Purpose Statement
Modern society is built on over a century of innovations in catalysis. Catalysis, like the Haber-Bosch process or Ziegler-Natta polymerization, allows billions to be fed and has unlocked unprecedented population and material growth. In fact, at least 90% of the world’s products, including life-saving drugs or the phones which interconnect our world, are generated with components that are produced through some catalytic process. Yet, in enjoying these innovations, we have caused harm to our planet, particularly through the emission of greenhouse gas CO2 that has contributed to phenomena such as global climate and ecosystem changes. And more is to come since a significant portion of the developing world has yet to reap the benefits of industrialization, and is minimally consuming industrialized products.
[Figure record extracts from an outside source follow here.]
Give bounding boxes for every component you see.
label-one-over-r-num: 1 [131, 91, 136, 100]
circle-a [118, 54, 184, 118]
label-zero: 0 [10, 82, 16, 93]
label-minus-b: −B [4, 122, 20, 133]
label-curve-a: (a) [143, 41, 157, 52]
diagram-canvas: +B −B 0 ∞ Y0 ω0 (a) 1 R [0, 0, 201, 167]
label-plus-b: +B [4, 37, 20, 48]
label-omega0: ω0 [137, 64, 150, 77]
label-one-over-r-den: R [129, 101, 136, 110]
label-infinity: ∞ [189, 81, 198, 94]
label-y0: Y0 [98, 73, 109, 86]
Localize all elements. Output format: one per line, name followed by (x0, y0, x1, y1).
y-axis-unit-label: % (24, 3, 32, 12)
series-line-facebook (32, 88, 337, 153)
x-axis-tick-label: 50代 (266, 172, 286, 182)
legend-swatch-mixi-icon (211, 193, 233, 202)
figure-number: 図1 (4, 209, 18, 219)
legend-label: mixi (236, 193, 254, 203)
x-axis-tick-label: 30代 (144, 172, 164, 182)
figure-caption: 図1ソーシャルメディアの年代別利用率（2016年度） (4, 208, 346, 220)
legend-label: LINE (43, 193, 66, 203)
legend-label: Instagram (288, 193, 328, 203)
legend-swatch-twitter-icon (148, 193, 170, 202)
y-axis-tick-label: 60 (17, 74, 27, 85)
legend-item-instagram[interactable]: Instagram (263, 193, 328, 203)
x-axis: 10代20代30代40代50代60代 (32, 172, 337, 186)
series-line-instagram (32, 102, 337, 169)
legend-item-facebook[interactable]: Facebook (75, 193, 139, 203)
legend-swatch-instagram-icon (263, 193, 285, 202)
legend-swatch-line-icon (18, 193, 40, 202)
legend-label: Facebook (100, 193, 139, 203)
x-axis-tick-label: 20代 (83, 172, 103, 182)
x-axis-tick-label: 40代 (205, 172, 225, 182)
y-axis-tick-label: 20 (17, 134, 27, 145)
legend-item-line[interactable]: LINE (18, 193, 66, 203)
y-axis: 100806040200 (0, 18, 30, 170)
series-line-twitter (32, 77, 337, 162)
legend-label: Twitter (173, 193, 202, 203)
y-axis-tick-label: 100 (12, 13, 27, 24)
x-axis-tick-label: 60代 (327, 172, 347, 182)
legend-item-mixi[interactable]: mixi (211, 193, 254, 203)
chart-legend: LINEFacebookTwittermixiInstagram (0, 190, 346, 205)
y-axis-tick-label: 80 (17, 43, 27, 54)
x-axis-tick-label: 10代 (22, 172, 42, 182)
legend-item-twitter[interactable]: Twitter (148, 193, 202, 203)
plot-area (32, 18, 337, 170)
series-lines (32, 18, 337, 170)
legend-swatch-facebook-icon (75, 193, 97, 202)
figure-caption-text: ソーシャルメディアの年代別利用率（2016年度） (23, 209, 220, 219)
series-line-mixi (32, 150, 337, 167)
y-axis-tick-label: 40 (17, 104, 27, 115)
With the ever-increasing demand in material and energy, we must develop energy-efficient, and more importantly, renewable energy systems to power the world sustainably, establishing carbon neutral and even carbon negative chemical and materials production processes.
Fortunately, we have already made great strides in the last two decades. Increased access to renewable electricity has influenced new technological advances for more sustainable approaches to transform the chemical and materials industry in place today. Research in water splitting, biomass utilization, solar harvesting, and CO2 capture and conversion has and is rapidly expanding. Advances in the fields of nanomaterials, thermal chemistry, electrochemistry, spectroscopy, molecular catalysis, reaction engineering, and theoretical computation as well as a large-scale collaborative research effort between researchers in these fields will be necessary to summit this mountain of challenges. To this end, the Virginia Clean Energy and Catalysis Club (VA CECC) is being organized to bring together Virginian researchers to disseminate their recent advances in catalysis and related fields through monthly invited talk series and an annual summit. We hope to build collaboration between Virginia institutions and scientists, and establish pipelines for talented undergraduates from primarily undergraduate institutions (PUIs) and underrepresented minorities into energy research at graduate programs in Virginia, and work towards solutions for our future energy needs.